Robutler

Publishing and remix

Three operations turn a bundle into a living, shareable, forkable app: publish, snapshot, and remix. Apps are built as widgets, so the tools are widget_publish, widget_snapshot, and widget_remix. This page covers what each does and how they relate. For arguments and return shapes, see MCP build tools.

Publish

widget_publish takes a bundle folder you own and deploys it as an app. It runs as a single transaction, so a mid-pipeline failure rolls back cleanly (no orphan agents, no half-wired functions). It is idempotent per (author, folder): republishing updates in place.

In one pass it:

  1. validates that you own the folder and that it has the entry HTML named by widget.json,
  2. reads and validates widget.json (file-path safety, CSP allowlist),
  3. mints (or reuses) a dedicated agent for the app, user-scoped to you,
  4. wires each declared tool as a custom function on that agent: it adds an HTTP endpoint when expose includes http, and an agent-callable tool when it includes tool, and share-stamps the source so a clone can re-read it,
  5. stamps the app's command interface (so it is drivable on the canvas and over workspace_widgets_*),
  6. upserts the catalog row and the post row.

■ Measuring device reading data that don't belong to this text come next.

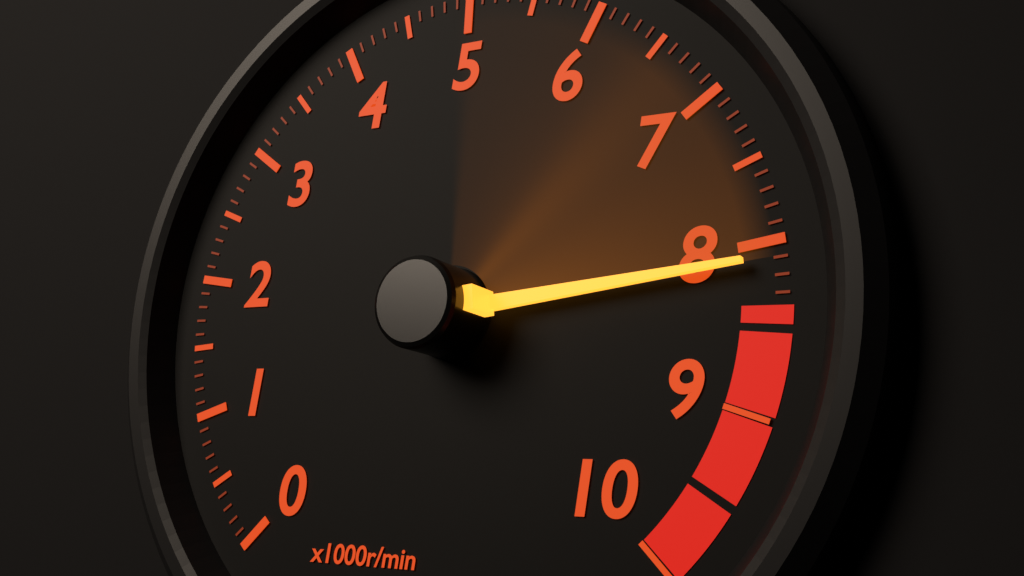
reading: 8100 r/min
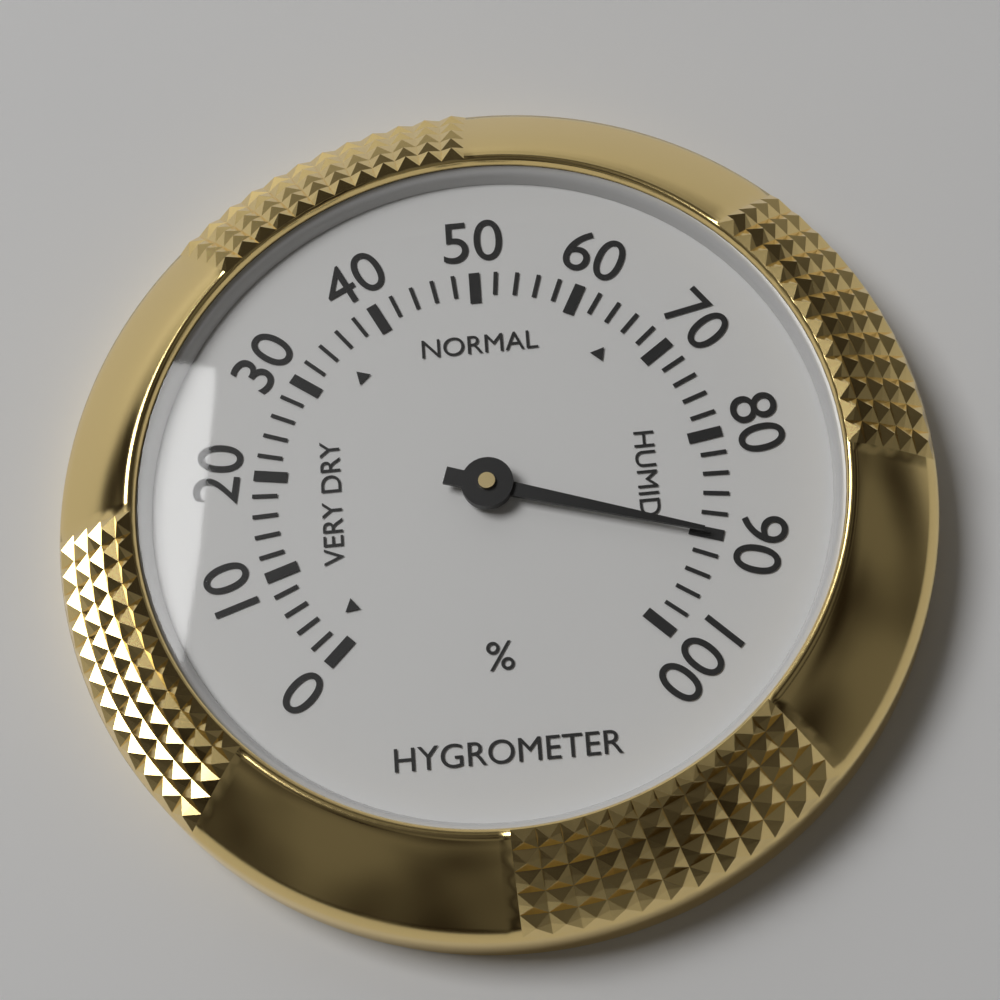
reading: 90 %
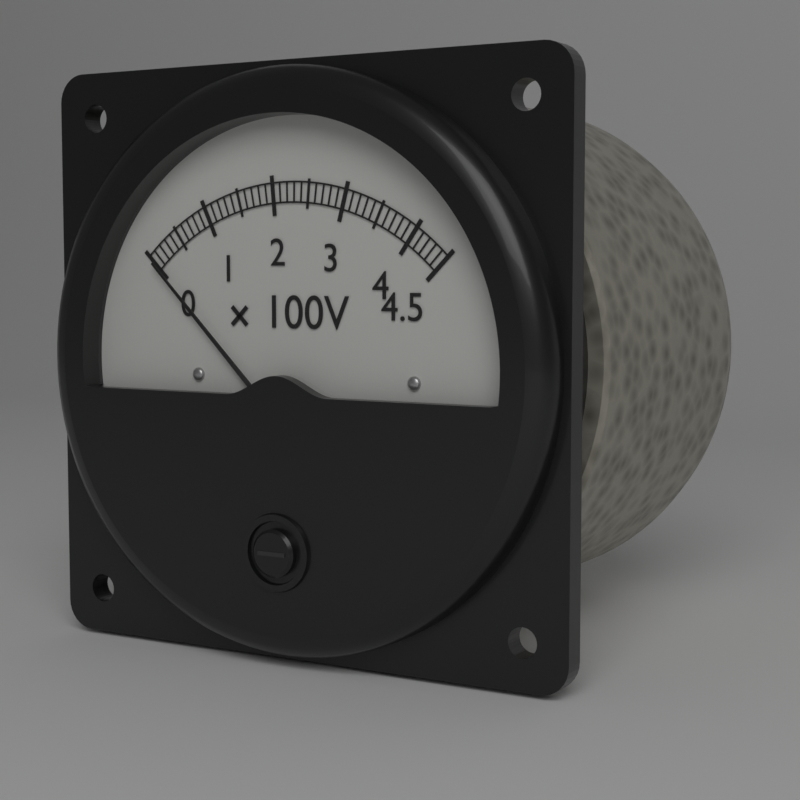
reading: 0 V
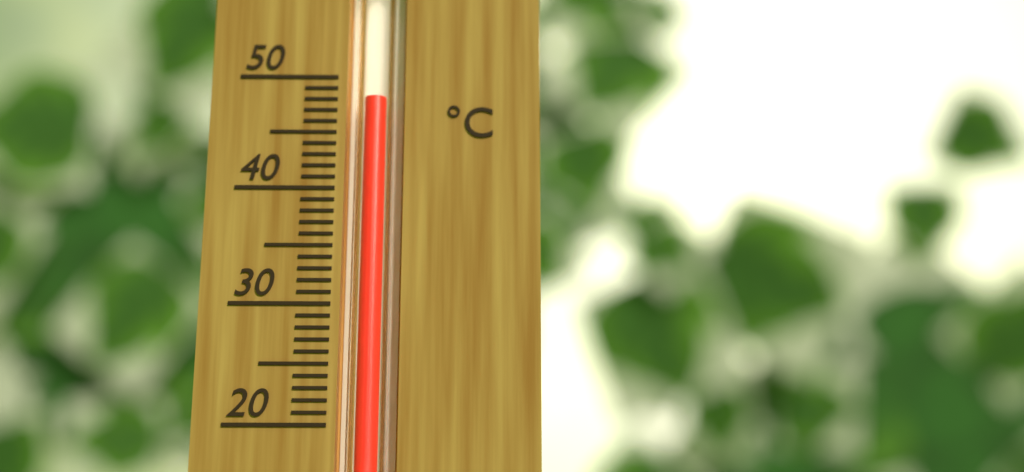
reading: 48 °C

It returns { postId, agentId, widgetContentId, publicMcpAppUrl }. The publicMcpAppUrl is the app's own outbound MCP App manifest at /api/widgets/<postId>/mcp: every published app is itself reachable as an MCP App. A republish replaces stale tool wiring rather than merging it, so a tool you remove actually disappears.

To put the published app on a canvas, call widget_instantiate with the widgetContentId and open the returned canvasUrl.

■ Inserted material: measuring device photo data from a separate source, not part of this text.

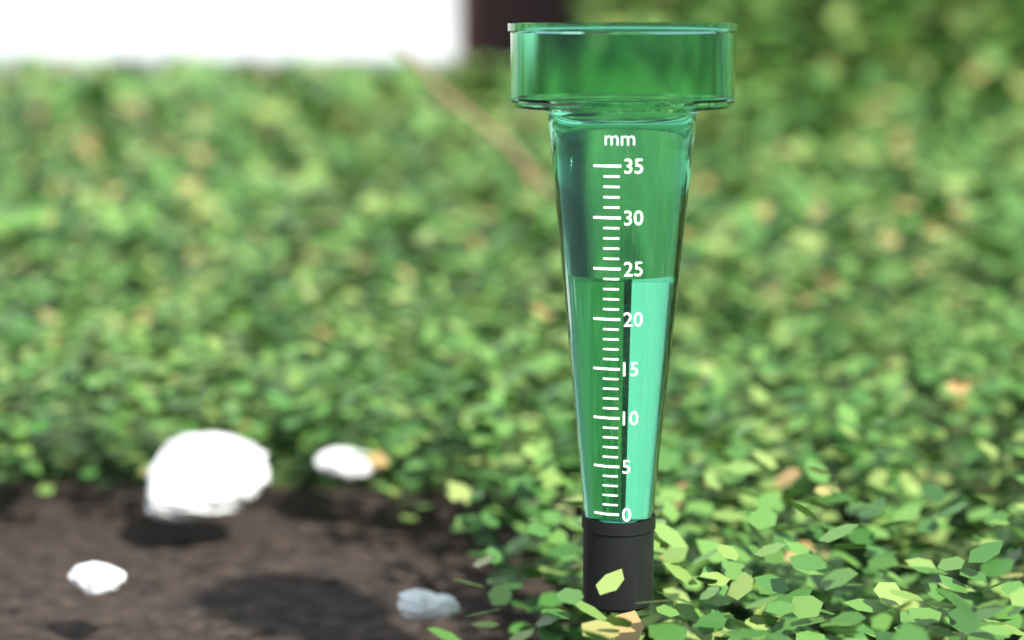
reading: 24 mm
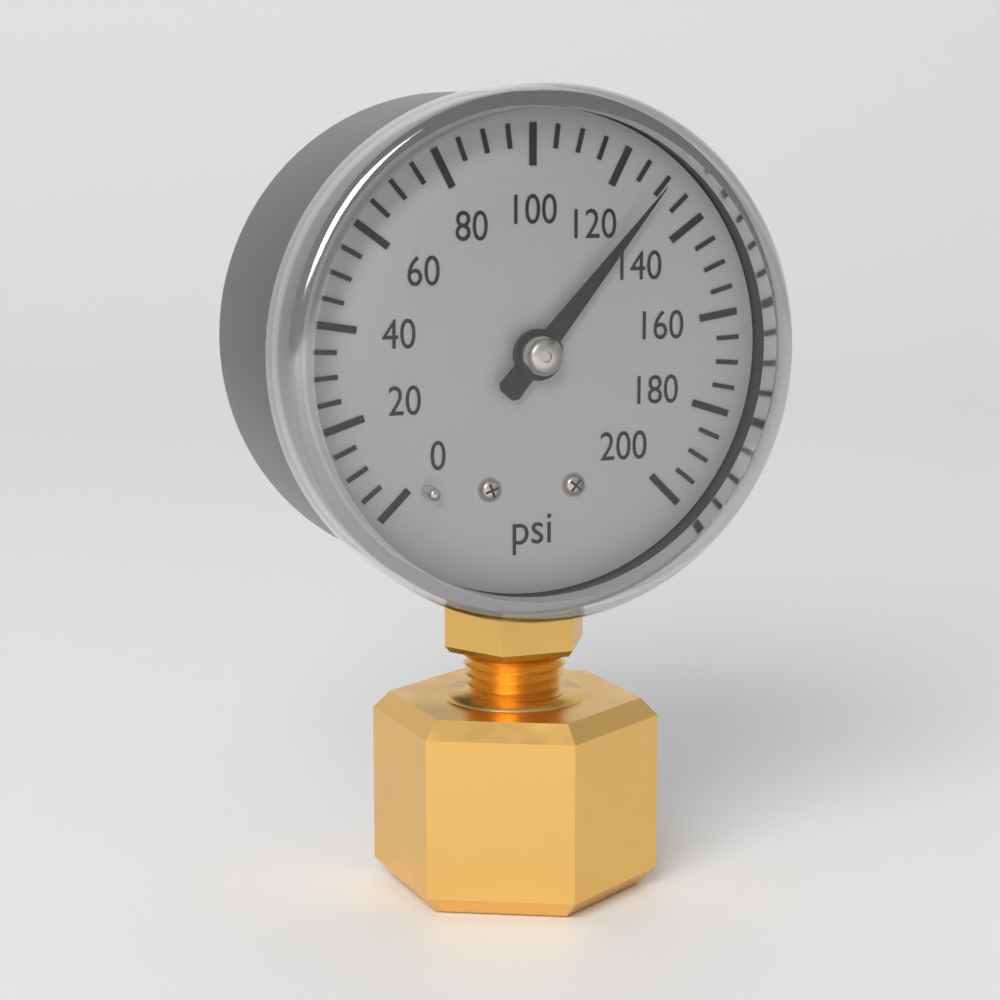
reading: 130 psi
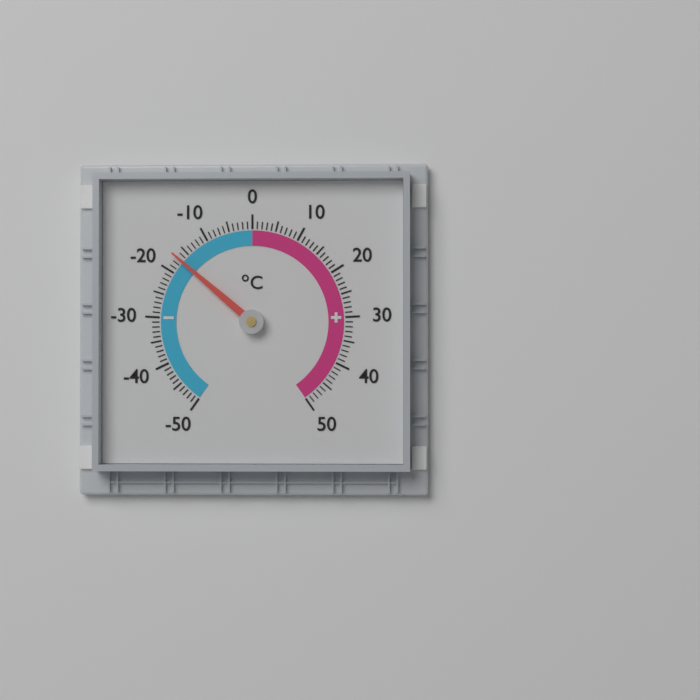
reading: -17 °C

Snapshot: immutable versioned releases

Publishing keeps a single working app you edit in place. widget_snapshot cuts an immutable, content-addressed version of that working app, so you have a frozen release that does not change when you keep editing.

Snapshotting freezes the bundle tree by cloning it. The clone shares each file's storage pointer with the live folder; a later edit to the live folder diverges (copy-on-write) and leaves the snapshot frozen. So a snapshot is cheap, and unchanged files dedup across versions. Each version records its Merkle treeHash and its parent version, forming an immutable version DAG.

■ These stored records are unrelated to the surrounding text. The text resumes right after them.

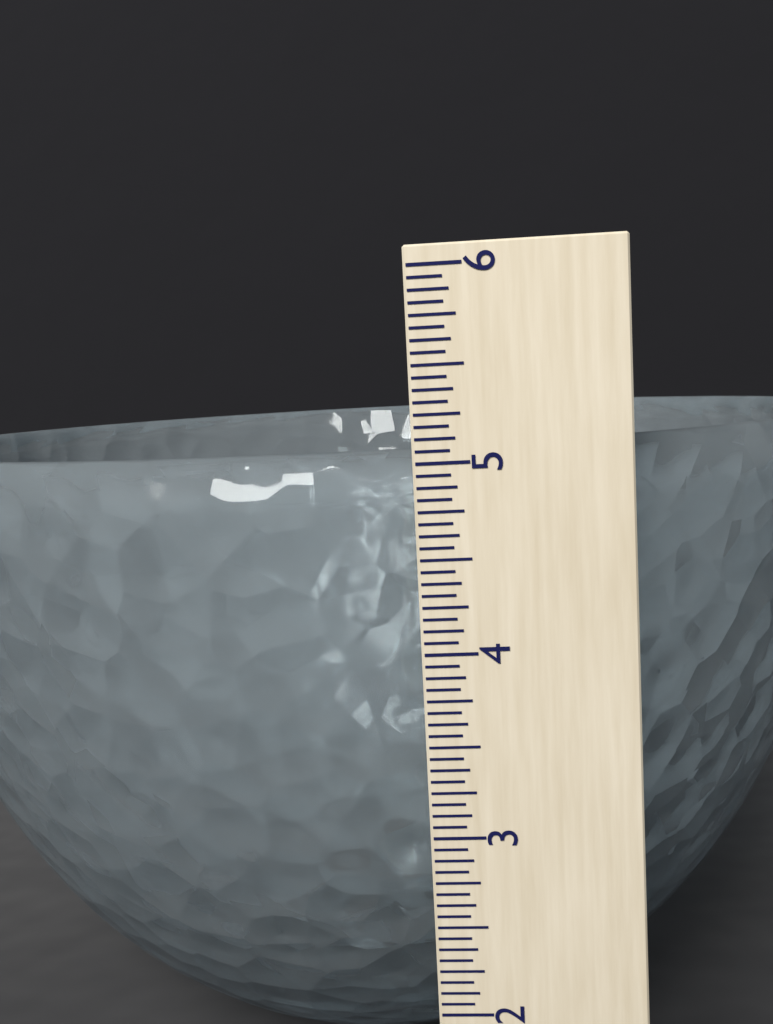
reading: 5.0625 (no unit)
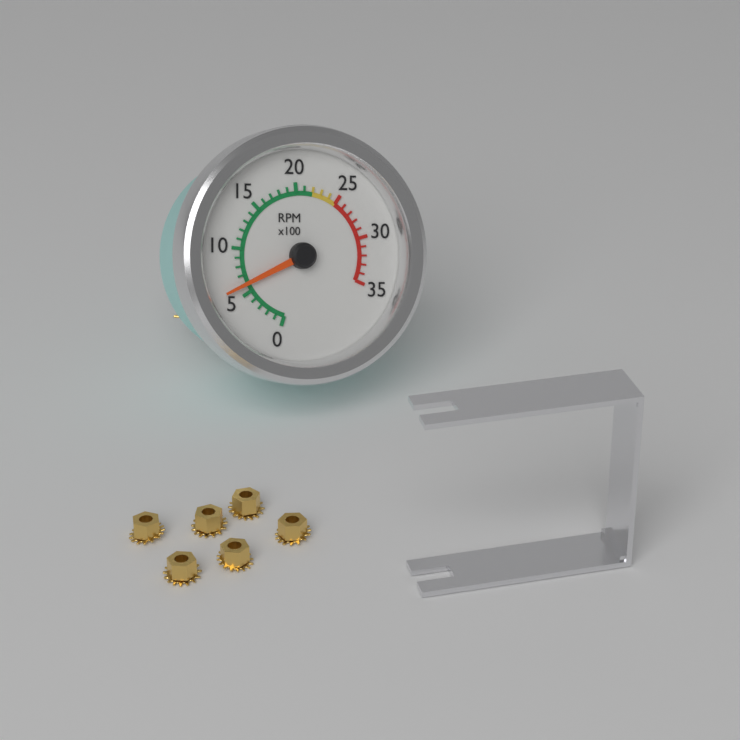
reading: 600 RPM
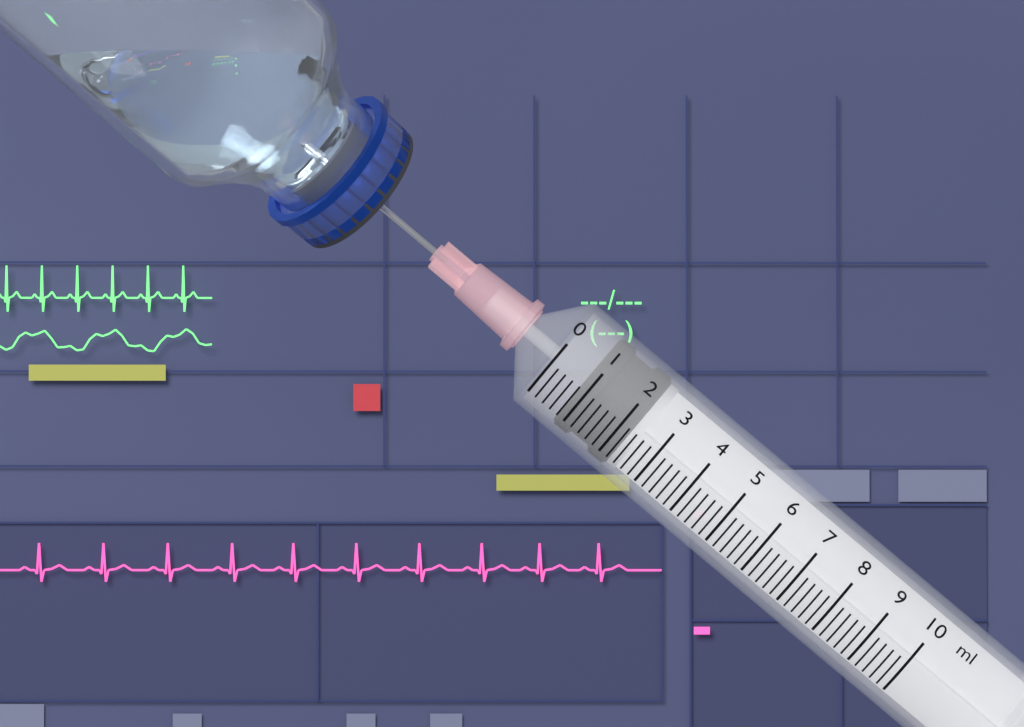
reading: 0.8 ml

Publishing a version is decoupled from listing it:

  • listed: false produces an unlisted share: a public app row, no marketplace post.
  • listed: true additionally creates or repoints a marketplace post.

Snapshotting is idempotent: if the tree is byte-identical to the last version (same treeHash), it is a no-op that reuses the prior artifacts and just clears the dirty flag. On an update you can omit listed to reuse the prior choice (inferred from whether a post already exists), and pass a message for a commit-style version note.

It returns { versionId, widgetContentId, treeFolderId, treeHash, postId, deduped }.

Remix: fork a published app

widget_remix forks any published app (including your own) into your account. For a folder-bundle app it:

  1. clones the bundle subtree onto your account,
  2. replays the publish pipeline on the clone, minting a fresh dedicated agent for your fork and creating its own catalog and post rows,
  3. stamps the remix lineage on your copy (source content id, source post id, source author), and
  4. bumps the source post's remix count.

It returns { newPostId, newAgentId, newWidgetContentId, ordinal }. You then edit and publish the fork as your own.

Lineage

A remix is attributed to its source. The fork's display name is composed as "<base> - Remix by @<username>", and the remix-of pointers thread the chain so a remix-of-a-remix re-attributes to the latest remixer rather than stacking suffixes. When you later snapshot the fork, the version records a best-effort fork link back to the source's published version, so the version graph spans forks too.

What is not remixable

Some kinds reject a remix:

  • passive and native external widgets,
  • system widgets,
  • live canvas items (a running instance, not a bundle).

These return a remix error rather than forking.

Earning from your app

Listing a snapshot in the marketplace is how your app reaches people, and app usage is how you earn: makers earn through usage-based revenue sharing. See Earn.